A well-acted divorce case
By 1968 I had a large practice in the District Court in Colombo. A substantial part of it involved divorce work. I was young and enthusiastic, and reveled in breaking up marriages until the time I had a most unusual divorce case. My client’s brother had been gambling heavily and got into serious financial difficulties, My client, a woman, went to assist him and borrowed money from an Afghan money lender. Afghan money lenders were numerous in Ceylon and they had no respect for the Money Lending Act which kept the interest rate at 32 per cent. These Afghans charged 132 per cent per annum for one year and at the end of the year the loan was renegotiated.
What they did was if one borrowed Rs 10,000, the loan was fixed at Rs 20,000 with interest at a maximum of 32 per cent. At the end of a few years, the loan had blown up considerably. I successfully appeared in many money lending cases against these moneylenders later on in my career in Ceylon.

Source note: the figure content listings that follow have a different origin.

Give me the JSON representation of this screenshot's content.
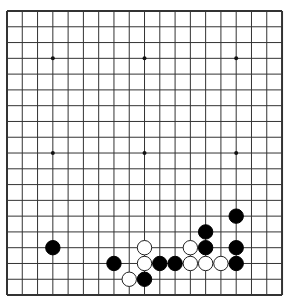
{
  "board": {
    "size": 19,
    "origin_x": 7,
    "origin_y": 11,
    "spacing_x": 15.28,
    "spacing_y": 15.78,
    "line_color": "#333333",
    "border_color": "#333333",
    "background": "#ffffff",
    "star_points": [
      [
        3,
        3
      ],
      [
        9,
        3
      ],
      [
        15,
        3
      ],
      [
        3,
        9
      ],
      [
        9,
        9
      ],
      [
        15,
        9
      ],
      [
        3,
        15
      ],
      [
        9,
        15
      ],
      [
        15,
        15
      ]
    ]
  },
  "stones": [
    {
      "color": "black",
      "col": 15,
      "row": 13
    },
    {
      "color": "black",
      "col": 13,
      "row": 14
    },
    {
      "color": "black",
      "col": 3,
      "row": 15
    },
    {
      "color": "white",
      "col": 9,
      "row": 15
    },
    {
      "color": "white",
      "col": 12,
      "row": 15
    },
    {
      "color": "black",
      "col": 13,
      "row": 15
    },
    {
      "color": "black",
      "col": 15,
      "row": 15
    },
    {
      "color": "black",
      "col": 7,
      "row": 16
    },
    {
      "color": "white",
      "col": 9,
      "row": 16
    },
    {
      "color": "black",
      "col": 10,
      "row": 16
    },
    {
      "color": "black",
      "col": 11,
      "row": 16
    },
    {
      "color": "white",
      "col": 12,
      "row": 16
    },
    {
      "color": "white",
      "col": 13,
      "row": 16
    },
    {
      "color": "white",
      "col": 14,
      "row": 16
    },
    {
      "color": "black",
      "col": 15,
      "row": 16
    },
    {
      "color": "white",
      "col": 8,
      "row": 17
    },
    {
      "color": "black",
      "col": 9,
      "row": 17
    }
  ]
}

To return to my story, this poor lady went to a money lender to help her brother out. Soon she was heavily in debt. Her husband was furious and brought proceedings for divorce on the ground of constructive malicious desertion. My lady was a Pentecostalist and still loved her husband very much. She turned up for the consultation with her daughter, a slip of a girl of 16. Throughout the consultation, the daughter kept sobbing and crying and pleading with me to prevent her father divorcing her mother. What could I do?
When the case was called, I got up and asked the judge for his indulgence to open my case for the defendant. The judge and plaintiff’s counsel agreed. I started with the parties’ marriage. I spoke slowly and softly. You could hear a pin drop in the court. I spoke for twenty minutes, tracing their marriage, the ups and downs and the highs and lows. The love they had for each other. The gift they received when they had a baby girl. What a little treasure she was.

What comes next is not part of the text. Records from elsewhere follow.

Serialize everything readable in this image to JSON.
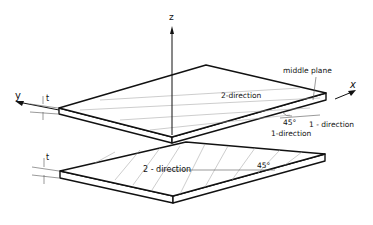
{
  "figure": {
    "type": "laminate-ply-geometry"
  },
  "axes": {
    "x_label": "x",
    "y_label": "y",
    "z_label": "z"
  },
  "thickness_labels": {
    "top_ply": "t",
    "bottom_ply": "t"
  },
  "top_ply": {
    "label_middle_plane": "middle plane",
    "label_2_direction": "2-direction",
    "label_1_direction_a": "1 - direction",
    "label_1_direction_b": "1-direction",
    "angle_label": "45°"
  },
  "bottom_ply": {
    "label_2_direction": "2 - direction",
    "angle_label": "45°"
  },
  "colors": {
    "line": "#111111",
    "hatch": "#9a9a9a",
    "background": "#ffffff"
  }
}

I had a purpose in this address, which was to break the little girl down. Suddenly the girl started screaming and yelling at the top of her voice, “Daddy, darling daddy, don’t divorce mummy!” It was a sight to behold. I went over to her, cradled her in my arms and pacified her. The judge looked over at my opponent and said, “Mr Sethukavalar, there is no way known that I am going to give your client a divorce.” The little girl saved the day for me. The parties were reconciled.

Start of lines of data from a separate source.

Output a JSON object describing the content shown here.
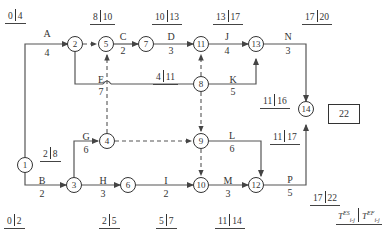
{
  "diagram": {
    "type": "activity-on-arrow network",
    "total_duration": "22",
    "legend": {
      "es": "T",
      "es_sup": "ES",
      "es_sub": "i-j",
      "ef": "T",
      "ef_sup": "EF",
      "ef_sub": "i-j"
    },
    "nodes": [
      "1",
      "2",
      "3",
      "4",
      "5",
      "6",
      "7",
      "8",
      "9",
      "10",
      "11",
      "12",
      "13",
      "14"
    ],
    "activities": [
      {
        "name": "A",
        "duration": "4",
        "from": "1",
        "to": "2",
        "es": "0",
        "ef": "4"
      },
      {
        "name": "B",
        "duration": "2",
        "from": "1",
        "to": "3",
        "es": "0",
        "ef": "2"
      },
      {
        "name": "C",
        "duration": "2",
        "from": "5",
        "to": "7",
        "es": "8",
        "ef": "10"
      },
      {
        "name": "D",
        "duration": "3",
        "from": "7",
        "to": "11",
        "es": "10",
        "ef": "13"
      },
      {
        "name": "E",
        "duration": "7",
        "from": "2",
        "to": "8",
        "es": "4",
        "ef": "11"
      },
      {
        "name": "G",
        "duration": "6",
        "from": "3",
        "to": "4",
        "es": "2",
        "ef": "8"
      },
      {
        "name": "H",
        "duration": "3",
        "from": "3",
        "to": "6",
        "es": "2",
        "ef": "5"
      },
      {
        "name": "I",
        "duration": "2",
        "from": "6",
        "to": "10",
        "es": "5",
        "ef": "7"
      },
      {
        "name": "J",
        "duration": "4",
        "from": "11",
        "to": "13",
        "es": "13",
        "ef": "17"
      },
      {
        "name": "K",
        "duration": "5",
        "from": "8",
        "to": "13",
        "es": "11",
        "ef": "16"
      },
      {
        "name": "L",
        "duration": "6",
        "from": "9",
        "to": "12",
        "es": "11",
        "ef": "17"
      },
      {
        "name": "M",
        "duration": "3",
        "from": "10",
        "to": "12",
        "es": "11",
        "ef": "14"
      },
      {
        "name": "N",
        "duration": "3",
        "from": "13",
        "to": "14",
        "es": "17",
        "ef": "20"
      },
      {
        "name": "P",
        "duration": "5",
        "from": "12",
        "to": "14",
        "es": "17",
        "ef": "22"
      }
    ],
    "dummies": [
      [
        "2",
        "5"
      ],
      [
        "4",
        "5"
      ],
      [
        "8",
        "11"
      ],
      [
        "8",
        "9"
      ],
      [
        "4",
        "9"
      ],
      [
        "9",
        "10"
      ]
    ],
    "time_labels": [
      {
        "es": "0",
        "ef": "4"
      },
      {
        "es": "8",
        "ef": "10"
      },
      {
        "es": "10",
        "ef": "13"
      },
      {
        "es": "13",
        "ef": "17"
      },
      {
        "es": "17",
        "ef": "20"
      },
      {
        "es": "4",
        "ef": "11"
      },
      {
        "es": "11",
        "ef": "16"
      },
      {
        "es": "2",
        "ef": "8"
      },
      {
        "es": "11",
        "ef": "17"
      },
      {
        "es": "17",
        "ef": "22"
      },
      {
        "es": "0",
        "ef": "2"
      },
      {
        "es": "2",
        "ef": "5"
      },
      {
        "es": "5",
        "ef": "7"
      },
      {
        "es": "11",
        "ef": "14"
      }
    ]
  }
}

Now that I am on the subject of divorce, I might mention a strange divorce case my father was involved in. He was appearing for a co-respondent in a divorce case, a young man in his twenties who had one unusual feature: he was completely bald. As Dad was walking to court, he saw his opponent who was acting for the plaintiff/husband talking to a servant boy who was obviously giving evidence for the husband.
The advocate was facing the other way and did not see Dad. Dad stopped to light a cigarette and listened to the conversation. The advocate, Joe Fernandopulle, told the servant boy that the co-respondent would be seated behind the lawyer on the other side. Dad got the co-respondent to sit in the well of the court and got his brother, who had a full head of hair, to sit behind Dad. When giving evidence, the servant boy mistakenly identified the brother, so the case was lost.